Senate Republicans plan to move past GOP-led healthcare debate

Health committee sets hearings in September on stabilizing the individual market, says Sen. Lamar Alexander.


Top Senate Republicans are trying to move on from their partisan drive to replace Obamacare despite urging from President Donald Trump to keep seeking a broad alternative to President Barack Obama’s signature domestic achievement.



Senate Finance Committee Chairman Orrin Hatch said Tuesday he sees little chance of further action on healthcare any time soon. Congressional efforts to address the Affordable Care Act’s flaws will need to be bipartisan after last week’s drive for a GOP-only replacement collapsed, he said.

“We’ve got to let it simmer for a while until we get both sides into a position where they see we’ve got to do something here,” said Hatch, a Utah Republican.

Senator John Thune of South Dakota, the No. 3 Republican leader, said, “We’ve had our vote, and we are moving on to tax reform.”

Senate Majority Leader Mitch McConnell of Kentucky has been publicly silent on healthcare since Friday’s vote. His comments on the Senate floor Monday and Tuesday have focused instead on the need to confirm Federal Bureau of Investigation nominee Christopher Wray and pass bills on veterans’ benefits and the Food and Drug Administration before the Senate’s August recess.

The White House continues to seek action on a Republican-only health-care measure, giving particular focus to a proposal by Senators Lindsey Graham of South Carolina and Bill Cassidy of Louisiana. Their plan would send federal healthcare funds to states in the form of block grants, while keeping in place Obamacare’s mandates that all Americans have insurance and most employers provide it.

Trump met with Graham to discuss the idea just hours after GOP Senator John McCain of Arizona cast the decisive vote early Friday in the 49-51 rejection of a bare-bones repeal of Obamacare. Cassidy met at the White House Monday with Health and Human Services Secretary Tom Price and four Republican governors, including Arizona’s Doug Ducey and Wisconsin’s Scott Walker.

“We need governors on the front end, not on the receiving end,” Cassidy told reporters hours after his meeting.

Bipartisan talks are expected on stabilizing Obamacare’s insurance markets upfront before Congress considers any longer-term changes.

Tuesday afternoon, Senate Health Chairman Lamar Alexander of Tennessee and the committee’s top Democrat, Patty Murray of Washington, jointly announced that the committee would hold hearings beginning the week of September 4 “on the actions Congress should take to stabilize and strengthen the individual health insurance market.”

The joint statement from the lawmakers said, “We will hear from state insurance commissioners, patients, governors, healthcare experts and insurance companies. Committee staff will begin this week working with all of our committee members to prepare for these hearings and discussions.”

Alexander said he wants Trump, in the meantime, to continue making federal cost-sharing subsidies to help low-income Americans buy coverage. The president has repeatedly threatened to halt such payments.

Senate Minority Whip Richard Durbin of Illinois said Democrats also want to work after the August recess on a short-term measure to stabilize the insurance exchanges and continue cost-sharing subsidies. After that, something longer term would be needed, but he dismissed the idea that the Graham-Cassidy proposal is an easy answer to Obamacare’s challenges.

“I want to slow down this magic-pill theory, that there is just one idea out there that is going to solve it all,” Durbin said. “I don’t believe that. I want everybody to come up with their ideas. I think that’s how you get something constructive. But it isn’t just one thing, it isn’t just say, ‘Let’s send it all back to the states.’ ”

Second-ranking Senate Republican John Cornyn of Texas told reporters Monday that the GOP probably lacks the votes to bring anything to the floor because McCain is in Arizona undergoing treatment for brain cancer until at least September. McCain provided critical support to allow debate on an Obamacare replacement last week, despite his final “no” vote. “Everything is harder when you have people who are missing, and certainly that would have an effect,” Cornyn said.

The two other Republicans who voted with Democrats against the healthcare plan, Susan Collins of Maine and Lisa Murkowski of Alaska, told reporters that onlookers in airports cheered when they each arrived home after helping defeat the effort. Both are calling for bipartisanship and for committee hearings to debate further proposals.

“It’s just reinforced my desire to make sure that in these next steps we are open, that we are talking with everybody,” Murkowski said. She said she’s in no rush to push forward on the Graham-Cassidy plan or any other proposal. “Time should not be our enemy,” Murkowski said. “We’ve been treating it that way.”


* _Action item_
Scan the material below for the string "marker", and copy every line where it shows up.

===== Record set

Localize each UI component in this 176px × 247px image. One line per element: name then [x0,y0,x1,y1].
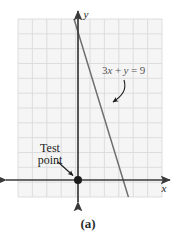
equation-rhs: 9 [140,64,146,76]
equation-label: 3x+y=9 [102,64,146,76]
y-axis-label: y [83,8,89,20]
test-point-marker [74,176,82,184]
x-axis-label: x [161,182,167,194]
figure-caption: (a) [80,216,95,231]
coordinate-grid [18,19,162,197]
equation-var-x: x [107,64,113,76]
figure-container: x y Test point 3x+y=9 (a) [0,0,176,247]
test-point-label-line2: point [38,153,63,167]
graph-figure: x y Test point 3x+y=9 (a) [0,0,176,247]
equation-var-y: y [123,64,129,76]
equation-plus-sign: + [115,64,121,76]
equation-equals-sign: = [131,64,137,76]
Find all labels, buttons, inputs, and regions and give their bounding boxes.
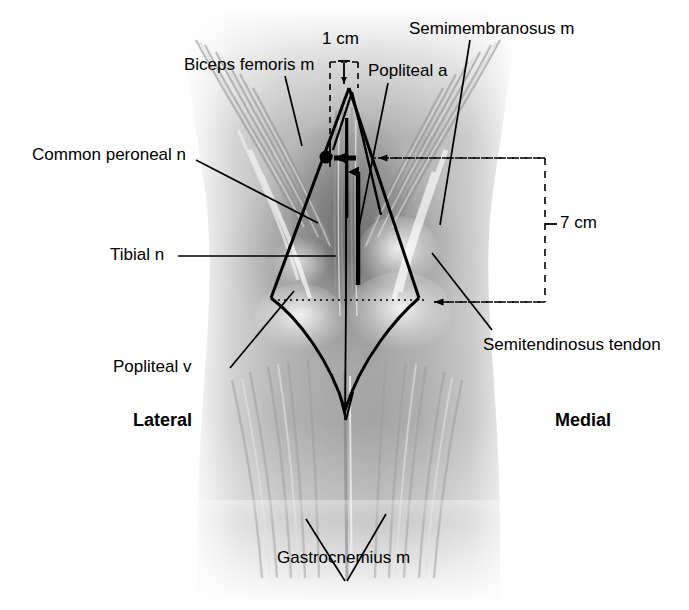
anatomy-figure: Biceps femoris m Common peroneal n Tibia… <box>0 0 689 610</box>
label-lateral: Lateral <box>133 411 192 429</box>
label-medial: Medial <box>555 411 611 429</box>
label-semimembranosus: Semimembranosus m <box>409 20 574 37</box>
label-tibial-nerve: Tibial n <box>110 246 164 263</box>
label-gastrocnemius: Gastrocnemius m <box>277 549 410 566</box>
measurement-1cm: 1 cm <box>322 30 359 47</box>
label-popliteal-vein: Popliteal v <box>113 358 191 375</box>
leg-illustration <box>180 8 516 610</box>
dot-marker-common-peroneal <box>320 151 333 164</box>
label-common-peroneal-nerve: Common peroneal n <box>32 146 186 163</box>
label-semitendinosus-tendon: Semitendinosus tendon <box>483 336 661 353</box>
measurement-7cm: 7 cm <box>560 214 597 231</box>
label-popliteal-artery: Popliteal a <box>368 62 447 79</box>
label-biceps-femoris: Biceps femoris m <box>184 56 314 73</box>
anatomy-illustration <box>0 0 689 610</box>
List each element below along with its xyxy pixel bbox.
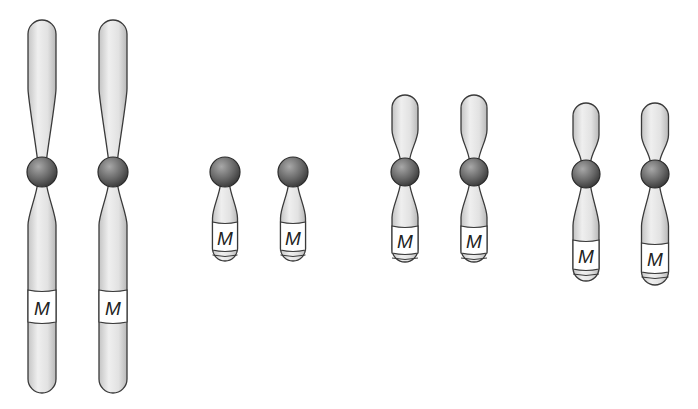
q-arm bbox=[99, 184, 127, 393]
marker-label: M bbox=[217, 228, 233, 249]
group-2-acrocentric: MM bbox=[210, 157, 308, 261]
centromere bbox=[641, 160, 669, 188]
chromosome-diagram: MMMMMMMM bbox=[0, 0, 698, 409]
group-3-metacentric-small: MM bbox=[391, 95, 488, 262]
chromosome: M bbox=[210, 157, 240, 261]
group-1-long-submetacentric: MM bbox=[27, 20, 128, 393]
p-arm bbox=[99, 20, 127, 160]
chromosome: M bbox=[278, 157, 308, 261]
p-arm bbox=[461, 95, 487, 161]
marker-label: M bbox=[466, 231, 482, 252]
centromere bbox=[572, 160, 600, 188]
centromere bbox=[27, 157, 57, 187]
chromosome: M bbox=[641, 103, 669, 285]
centromere bbox=[210, 157, 240, 187]
chromosome-groups: MMMMMMMM bbox=[27, 20, 669, 393]
marker-label: M bbox=[397, 231, 413, 252]
centromere bbox=[391, 158, 419, 186]
marker-label: M bbox=[34, 298, 50, 319]
p-arm bbox=[392, 95, 418, 161]
chromosome: M bbox=[27, 20, 57, 393]
marker-label: M bbox=[647, 249, 663, 270]
chromosome: M bbox=[572, 103, 600, 281]
chromosome: M bbox=[98, 20, 128, 393]
p-arm bbox=[573, 103, 599, 163]
centromere bbox=[278, 157, 308, 187]
centromere bbox=[98, 157, 128, 187]
marker-label: M bbox=[285, 228, 301, 249]
p-arm bbox=[642, 103, 669, 163]
chromosome: M bbox=[391, 95, 419, 262]
centromere bbox=[460, 158, 488, 186]
marker-label: M bbox=[578, 246, 594, 267]
p-arm bbox=[28, 20, 56, 160]
marker-label: M bbox=[105, 298, 121, 319]
chromosome: M bbox=[460, 95, 488, 262]
group-4-metacentric-longer-q: MM bbox=[572, 103, 669, 285]
q-arm bbox=[28, 184, 56, 393]
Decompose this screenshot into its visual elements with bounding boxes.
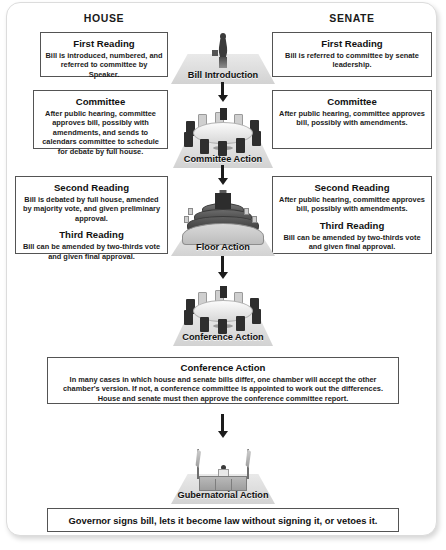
house-committee-title: Committee	[38, 96, 163, 108]
flag-icon-right	[245, 449, 250, 479]
diagram-root: HOUSE SENATE First Reading Bill is intro…	[0, 0, 446, 550]
stage-committee-action: Committee Action	[168, 102, 278, 168]
legislative-chamber-icon	[182, 193, 264, 245]
house-second-reading-body: Bill is debated by full house, amended b…	[20, 195, 163, 223]
senate-second-third-reading-box: Second Reading After public hearing, com…	[272, 176, 432, 254]
senate-first-reading-body: Bill is referred to committee by senate …	[277, 51, 427, 70]
governor-outcome-text: Governor signs bill, lets it become law …	[69, 515, 378, 527]
governor-desk-icon	[191, 447, 255, 491]
senate-first-reading-box: First Reading Bill is referred to commit…	[272, 32, 432, 77]
senate-committee-box: Committee After public hearing, committe…	[272, 90, 432, 149]
conference-action-box: Conference Action In many cases in which…	[47, 357, 399, 404]
arrow-down-icon-1	[221, 82, 224, 96]
column-header-senate: SENATE	[272, 12, 432, 24]
stage-gubernatorial-action: Gubernatorial Action	[168, 440, 278, 504]
stage-label-committee-action: Committee Action	[168, 154, 278, 164]
stage-label-conference-action: Conference Action	[168, 332, 278, 342]
round-table-meeting-icon	[184, 112, 262, 154]
house-third-reading-title: Third Reading	[20, 229, 163, 241]
house-first-reading-title: First Reading	[45, 38, 163, 50]
legislator-figure-icon	[215, 33, 231, 67]
conference-action-body: In many cases in which house and senate …	[52, 375, 394, 403]
gubernatorial-action-platform: Gubernatorial Action	[168, 440, 278, 504]
floor-action-platform: Floor Action	[168, 184, 278, 256]
house-committee-body: After public hearing, committee approves…	[38, 109, 163, 156]
senate-second-reading-body: After public hearing, committee approves…	[277, 195, 427, 214]
conference-table-icon	[184, 290, 262, 332]
house-third-reading-body: Bill can be amended by two-thirds vote a…	[20, 242, 163, 261]
committee-action-platform: Committee Action	[168, 102, 278, 168]
flag-icon-left	[195, 449, 200, 479]
house-second-third-reading-box: Second Reading Bill is debated by full h…	[15, 176, 168, 254]
senate-second-reading-title: Second Reading	[277, 182, 427, 194]
house-committee-box: Committee After public hearing, committe…	[33, 90, 168, 149]
stage-label-gubernatorial-action: Gubernatorial Action	[168, 490, 278, 500]
stage-bill-introduction: Bill Introduction	[168, 22, 278, 84]
senate-third-reading-title: Third Reading	[277, 220, 427, 232]
arrow-down-icon-2	[221, 165, 224, 179]
conference-action-title: Conference Action	[52, 362, 394, 374]
senate-third-reading-body: Bill can be amended by two-thirds vote a…	[277, 233, 427, 252]
house-first-reading-box: First Reading Bill is introduced, number…	[40, 32, 168, 77]
stage-floor-action: Floor Action	[168, 184, 278, 256]
stage-conference-action: Conference Action	[168, 280, 278, 346]
house-second-reading-title: Second Reading	[20, 182, 163, 194]
governor-outcome-box: Governor signs bill, lets it become law …	[47, 508, 399, 532]
senate-committee-body: After public hearing, committee approves…	[277, 109, 427, 128]
bill-introduction-platform: Bill Introduction	[168, 22, 278, 84]
house-first-reading-body: Bill is introduced, numbered, and referr…	[45, 51, 163, 79]
senate-first-reading-title: First Reading	[277, 38, 427, 50]
conference-action-platform: Conference Action	[168, 280, 278, 346]
stage-label-floor-action: Floor Action	[168, 242, 278, 252]
arrow-down-icon-4	[221, 414, 224, 432]
arrow-down-icon-3	[221, 256, 224, 273]
senate-committee-title: Committee	[277, 96, 427, 108]
stage-label-bill-introduction: Bill Introduction	[168, 70, 278, 80]
column-header-house: HOUSE	[40, 12, 168, 24]
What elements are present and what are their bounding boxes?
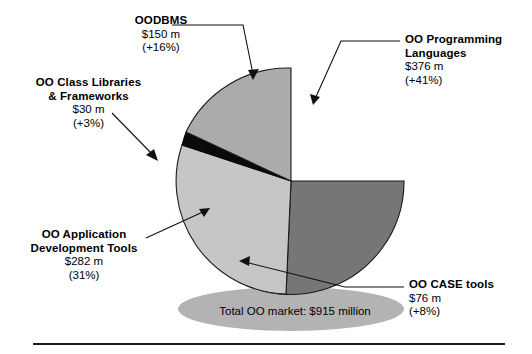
callout-class-libraries-growth: (+3%) (6, 117, 171, 131)
callout-oo-class-libraries-frameworks: OO Class Libraries & Frameworks $30 m (+… (6, 76, 171, 130)
callout-case-tools-growth: (+8%) (409, 305, 529, 319)
callout-oodbms-value: $150 m (96, 28, 226, 42)
callout-oodbms-growth: (+16%) (96, 41, 226, 55)
pie-slices (176, 68, 404, 294)
callout-class-libraries-value: $30 m (6, 103, 171, 117)
callout-app-dev-tools-title-line1: OO Application (8, 228, 160, 242)
arrowhead-oo-class-libraries (146, 149, 158, 161)
callout-class-libraries-title-line1: OO Class Libraries (6, 76, 171, 90)
callout-programming-languages-title-line2: Languages (405, 47, 530, 61)
callout-oo-application-development-tools: OO Application Development Tools $282 m … (8, 228, 160, 282)
callout-programming-languages-growth: (+41%) (405, 74, 530, 88)
leader-line-oo-programming-languages (315, 41, 400, 99)
callout-oo-case-tools: OO CASE tools $76 m (+8%) (409, 278, 529, 319)
callout-case-tools-value: $76 m (409, 292, 529, 306)
callout-programming-languages-title-line1: OO Programming (405, 33, 530, 47)
callout-app-dev-tools-growth: (31%) (8, 269, 160, 283)
arrowhead-oo-programming-languages (310, 94, 320, 105)
callout-case-tools-title: OO CASE tools (409, 278, 529, 292)
callout-oo-programming-languages: OO Programming Languages $376 m (+41%) (405, 33, 530, 87)
callout-oodbms-title: OODBMS (96, 14, 226, 28)
callout-app-dev-tools-title-line2: Development Tools (8, 242, 160, 256)
pie-chart-figure: OODBMS $150 m (+16%) OO Class Libraries … (0, 0, 532, 354)
callout-app-dev-tools-value: $282 m (8, 255, 160, 269)
callout-oodbms: OODBMS $150 m (+16%) (96, 14, 226, 55)
callout-class-libraries-title-line2: & Frameworks (6, 90, 171, 104)
total-market-caption: Total OO market: $915 million (200, 305, 390, 317)
callout-programming-languages-value: $376 m (405, 60, 530, 74)
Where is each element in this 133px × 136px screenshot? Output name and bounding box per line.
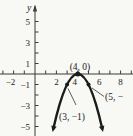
vertex-point-label: (4, 0)	[70, 62, 91, 73]
y-tick-label: −1	[20, 80, 30, 90]
x-tick-label: 4	[73, 77, 78, 87]
parabola-graph: −22468 531−1−3−5 y (4, 0) (3, −1) (5, −	[0, 0, 133, 136]
curve-arrowhead-icon	[51, 126, 56, 132]
x-axis-ticks	[3, 71, 131, 75]
point-dot	[65, 83, 69, 87]
leader-line-left-point	[68, 89, 76, 106]
parabola-figure: −22468 531−1−3−5 y (4, 0) (3, −1) (5, −	[0, 0, 133, 136]
left-point-label: (3, −1)	[59, 112, 85, 123]
point-dot	[87, 83, 91, 87]
y-tick-label: −5	[20, 122, 30, 132]
y-tick-label: 1	[26, 59, 31, 69]
y-tick-label: 5	[26, 17, 31, 27]
point-dot	[75, 72, 80, 77]
x-tick-label: 2	[54, 77, 59, 87]
right-point-label: (5, −	[105, 92, 123, 103]
x-tick-label: 8	[118, 77, 123, 87]
x-tick-label: 6	[97, 77, 102, 87]
x-tick-label: −2	[6, 77, 16, 87]
y-axis-label: y	[26, 3, 32, 13]
curve-arrowheads	[51, 126, 104, 132]
curve-arrowhead-icon	[99, 126, 104, 132]
y-tick-label: 3	[26, 38, 31, 48]
y-axis-arrow-icon	[33, 5, 37, 12]
y-tick-label: −3	[20, 101, 30, 111]
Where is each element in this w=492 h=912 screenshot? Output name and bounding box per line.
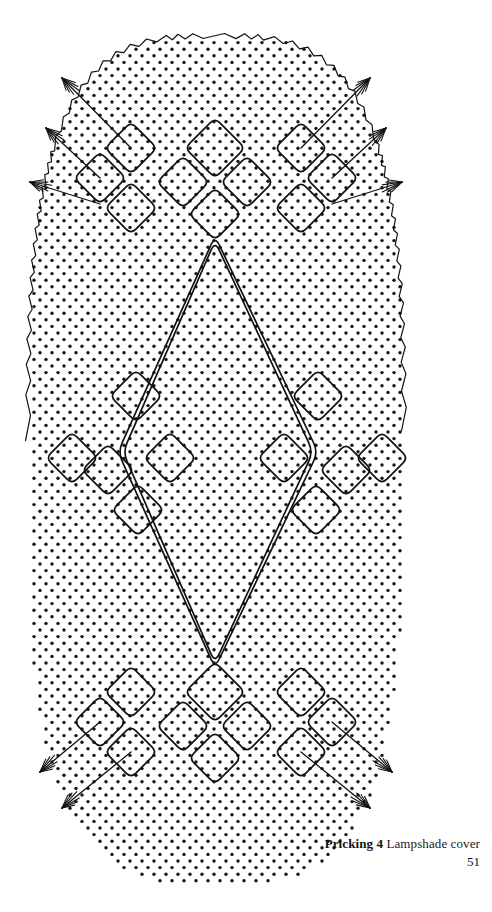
page-number: 51 [467, 854, 480, 870]
paper-background [0, 0, 492, 912]
caption-label: Pricking 4 [325, 836, 383, 851]
caption-title: Lampshade cover [386, 836, 480, 851]
pricking-diagram [0, 0, 492, 912]
figure-caption: Pricking 4 Lampshade cover [325, 836, 480, 852]
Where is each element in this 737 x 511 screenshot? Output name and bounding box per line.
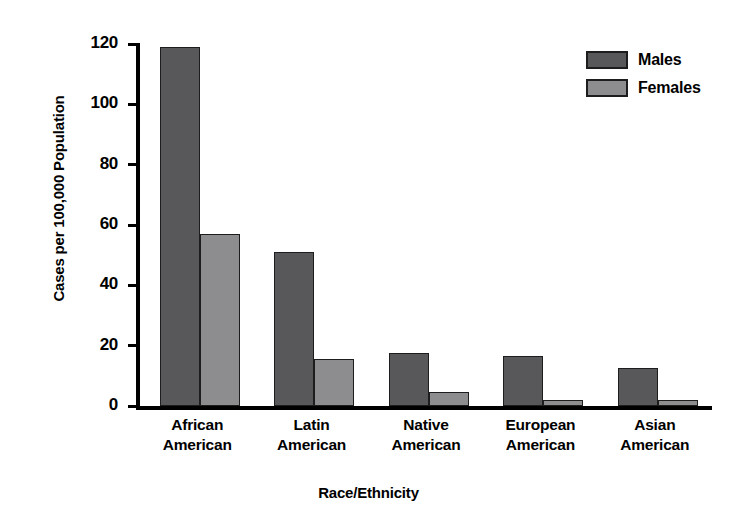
x-category-label: LatinAmerican bbox=[247, 415, 377, 455]
legend-item-females: Females bbox=[586, 76, 701, 100]
y-tick-label: 120 bbox=[62, 33, 118, 53]
x-category-label-line2: American bbox=[590, 435, 720, 455]
bar-chart: Cases per 100,000 Population 02040608010… bbox=[0, 0, 737, 511]
legend-label-males: Males bbox=[638, 51, 681, 69]
bar-males-2 bbox=[389, 353, 429, 406]
x-category-label-line2: American bbox=[247, 435, 377, 455]
y-tick-label: 60 bbox=[62, 214, 118, 234]
x-category-label: EuropeanAmerican bbox=[475, 415, 605, 455]
bar-group bbox=[140, 40, 254, 406]
x-axis-line bbox=[136, 406, 712, 410]
legend-item-males: Males bbox=[586, 48, 701, 72]
y-tick-label: 0 bbox=[62, 395, 118, 415]
x-category-label-line1: Native bbox=[403, 416, 448, 433]
legend-swatch-males bbox=[586, 51, 628, 69]
bar-females-3 bbox=[543, 400, 583, 406]
x-category-label-line1: African bbox=[171, 416, 223, 433]
y-tick-label: 80 bbox=[62, 154, 118, 174]
y-tick-mark bbox=[128, 103, 140, 106]
x-category-label-line2: American bbox=[475, 435, 605, 455]
x-category-label: AsianAmerican bbox=[590, 415, 720, 455]
x-category-label-line1: Asian bbox=[634, 416, 675, 433]
bar-females-1 bbox=[314, 359, 354, 406]
y-tick-label: 100 bbox=[62, 93, 118, 113]
x-category-label-line1: Latin bbox=[294, 416, 330, 433]
legend-swatch-females bbox=[586, 79, 628, 97]
bar-males-0 bbox=[160, 47, 200, 406]
y-tick-mark bbox=[128, 405, 140, 408]
bar-group bbox=[254, 40, 368, 406]
bar-males-3 bbox=[503, 356, 543, 406]
y-tick-label: 40 bbox=[62, 274, 118, 294]
y-tick-mark bbox=[128, 284, 140, 287]
bar-group bbox=[369, 40, 483, 406]
y-tick-mark bbox=[128, 163, 140, 166]
bar-females-0 bbox=[200, 234, 240, 406]
bar-males-1 bbox=[274, 252, 314, 406]
y-tick-mark bbox=[128, 344, 140, 347]
bar-group bbox=[483, 40, 597, 406]
bar-males-4 bbox=[618, 368, 658, 406]
x-category-label-line1: European bbox=[505, 416, 575, 433]
legend-label-females: Females bbox=[638, 79, 701, 97]
x-category-label: AfricanAmerican bbox=[132, 415, 262, 455]
chart-legend: MalesFemales bbox=[586, 48, 701, 104]
y-tick-label: 20 bbox=[62, 335, 118, 355]
x-axis-title: Race/Ethnicity bbox=[0, 484, 737, 501]
y-tick-mark bbox=[128, 224, 140, 227]
y-tick-mark bbox=[128, 43, 140, 46]
x-category-label-line2: American bbox=[361, 435, 491, 455]
x-category-label: NativeAmerican bbox=[361, 415, 491, 455]
bar-females-2 bbox=[429, 392, 469, 406]
bar-females-4 bbox=[658, 400, 698, 406]
x-category-label-line2: American bbox=[132, 435, 262, 455]
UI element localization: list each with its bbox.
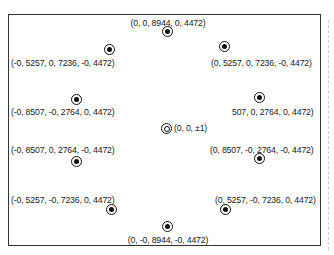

==========

* _Problem solution_
test-point-marker [74,176,82,184]
dot-marker-common-peroneal <box>320 151 333 164</box>
marker-label: M bbox=[217, 228, 233, 249]
marker-label: M bbox=[466, 231, 482, 252]
marker-label: M bbox=[397, 231, 413, 252]
marker-label: M bbox=[34, 298, 50, 319]
marker-label: M bbox=[647, 249, 663, 270]
marker-label: M bbox=[285, 228, 301, 249]
marker-label: M bbox=[578, 246, 594, 267]
marker-label: M bbox=[105, 298, 121, 319]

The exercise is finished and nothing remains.